Hello DaniWeb / Linux Users and Programmers,

I am 90% new to the world of Linux.

I was instructed to edit a running program.

The purpose of editing this program was to follow the format of the other running program.

But it is hard for me to understand because some of the codes have like this:

-u , -d , +%-H , -ud , $1 , etc...

So I look on the internet but it show the basic commands not the exact meaning for the given example.

anyone can tell me the meaning for it?

for fast track... and also I was focusing first on Time...

You can edit a running bash script, but it will probably crash, or you will have to restart it in any case. In any case, post the original code, and yours here for better comments and feedback.

When you edit a text file, such as a bash script, the changes go into the same physical file (determined by the file's inode). If you want to change it, but not impact the running program, then copy it, edit the copy, and then copy back to the original file name. That will have a new inode and the running program will continue to use the original script until you restart it. At that point, the old one goes away (the inode is freed) and the new one becomes the script that the system sees.

This is how Linux can update programs and shared libraries without restarting the system and programs in question.

Hello Sir Rubberman,

I create my own file so I won't affect any file in the Crontab.

Correct me if I'm wrong, Crontab is something like a setting a schedule?

My boss said that I can insert my file to Crontab but that will be the last part to do I think.

So I focus now on the Time initialization.

I'm afraid I don't know how to copy paste code because I run my Ubuntu in a VMware.

and I really don't know also how to copy paste in terminal. (Sorry I used Microsoft from my entire life)

So going back.. I access the other Computer (Linux Base) where the running program was there.

Just using the Vim command to rewrite the code.

I try re-type the code where the time and date are related:

So this one is the format to be followed.

#!/bin/bash

function fc_date {
           hh=`printf "%02d" $1`
           FDATE=`date -d ""$YMD" +"$HH" hours +"$hh" hours + 8 hours" +"%a %d-%b-%Y %I%p"1
}

function date-near3 {
            if [ -z $1 ];
            then
                               chr=`date -u +%-H`
                               rhr=$(( chr%3 ))
                               YMDH=`date -u -d "now - $rhr hours" +%Y%m%d%H`
             elif [[ $1 == *[!0-9]* ]];
             then
                                echo "$1 is not a valid input. Format should be YYYYMMDDHH"
                                exit 1
             elif [[ $1 -le 2012110100 || ${1:8:2}%3 -ne 0 || $1 -ge 202012311 ]];
             then
                                echo "$1 is not a valid input. Format should be YYYYMMDDHH"
                                exit 1
             else
                                YMDH=$1
             fi
}

function date_chop {
              YMDH=$1
              YYYY=${1:0:4}
              MM=${1:4:2}
              DD=${1:6:2}
              HH=${1:8:2}
              YMD=${1:0:8)
}

So this code was one of the code that I was still studying.

The thing is some of the codes is a very big question for me.

-u +%-H is one that I don't understand. Other line have -d

Any explanation to this shortcut commands?

And some line have ${1:8:2}%3

I do understand the -le -ne -ge stands for less equal not equal greater equal

how about the -u -d and other.. I can't find it through google that is why it is hard for me to understand.

Please have some explanation.

Try by reading the manual of the date command. Type

man date

in a terminal. Read the section about the output format. On my computer, typing

date -u +%-H

currently prints the number 7. Try to understand why.

Also to copy and paste in a bash terminal, you can use Ctrl-Shift-c and Ctrl-Shift-v

Hello Sir Gribouillis,

Thank you for your help sir. That add me knowledge.

I only see my co-worker using the mouse ball to copy and paste but I still don't know the trick on that.

Ctrl+Shift+C / V now it is easy for me to copy & paste :)

I be seeing the Date Command Linux in google. Thank you again Sir.

Will update for the next Question that encounter.

Some commands like "-vp" "-rf" "grep '^-' " and many more that haven't seen commands.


■ ABOUT THIS TASK ■
Nothing but the text belongs in the answer: the listing below, copied exactly, without pictures.

■ DATA RECORDS ■

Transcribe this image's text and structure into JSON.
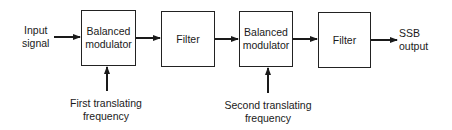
{
  "diagram": {
    "type": "block-diagram",
    "input": {
      "line1": "Input",
      "line2": "signal"
    },
    "output": {
      "line1": "SSB",
      "line2": "output"
    },
    "blocks": [
      {
        "id": "bm1",
        "line1": "Balanced",
        "line2": "modulator"
      },
      {
        "id": "f1",
        "label": "Filter"
      },
      {
        "id": "bm2",
        "line1": "Balanced",
        "line2": "modulator"
      },
      {
        "id": "f2",
        "label": "Filter"
      }
    ],
    "carriers": [
      {
        "target": "bm1",
        "line1": "First translating",
        "line2": "frequency"
      },
      {
        "target": "bm2",
        "line1": "Second translating",
        "line2": "frequency"
      }
    ],
    "connections": [
      [
        "input",
        "bm1"
      ],
      [
        "bm1",
        "f1"
      ],
      [
        "f1",
        "bm2"
      ],
      [
        "bm2",
        "f2"
      ],
      [
        "f2",
        "output"
      ],
      [
        "carrier1",
        "bm1"
      ],
      [
        "carrier2",
        "bm2"
      ]
    ],
    "colors": {
      "line": "#1a1a1a",
      "background": "#ffffff"
    }
  }
}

■ FINAL ANSWER ■
Transcribe this image's text and structure into JSON.
{
  "diagram": {
    "type": "block-diagram",
    "input": {
      "line1": "Input",
      "line2": "signal"
    },
    "output": {
      "line1": "SSB",
      "line2": "output"
    },
    "blocks": [
      {
        "id": "bm1",
        "line1": "Balanced",
        "line2": "modulator"
      },
      {
        "id": "f1",
        "label": "Filter"
      },
      {
        "id": "bm2",
        "line1": "Balanced",
        "line2": "modulator"
      },
      {
        "id": "f2",
        "label": "Filter"
      }
    ],
    "carriers": [
      {
        "target": "bm1",
        "line1": "First translating",
        "line2": "frequency"
      },
      {
        "target": "bm2",
        "line1": "Second translating",
        "line2": "frequency"
      }
    ],
    "connections": [
      [
        "input",
        "bm1"
      ],
      [
        "bm1",
        "f1"
      ],
      [
        "f1",
        "bm2"
      ],
      [
        "bm2",
        "f2"
      ],
      [
        "f2",
        "output"
      ],
      [
        "carrier1",
        "bm1"
      ],
      [
        "carrier2",
        "bm2"
      ]
    ],
    "colors": {
      "line": "#1a1a1a",
      "background": "#ffffff"
    }
  }
}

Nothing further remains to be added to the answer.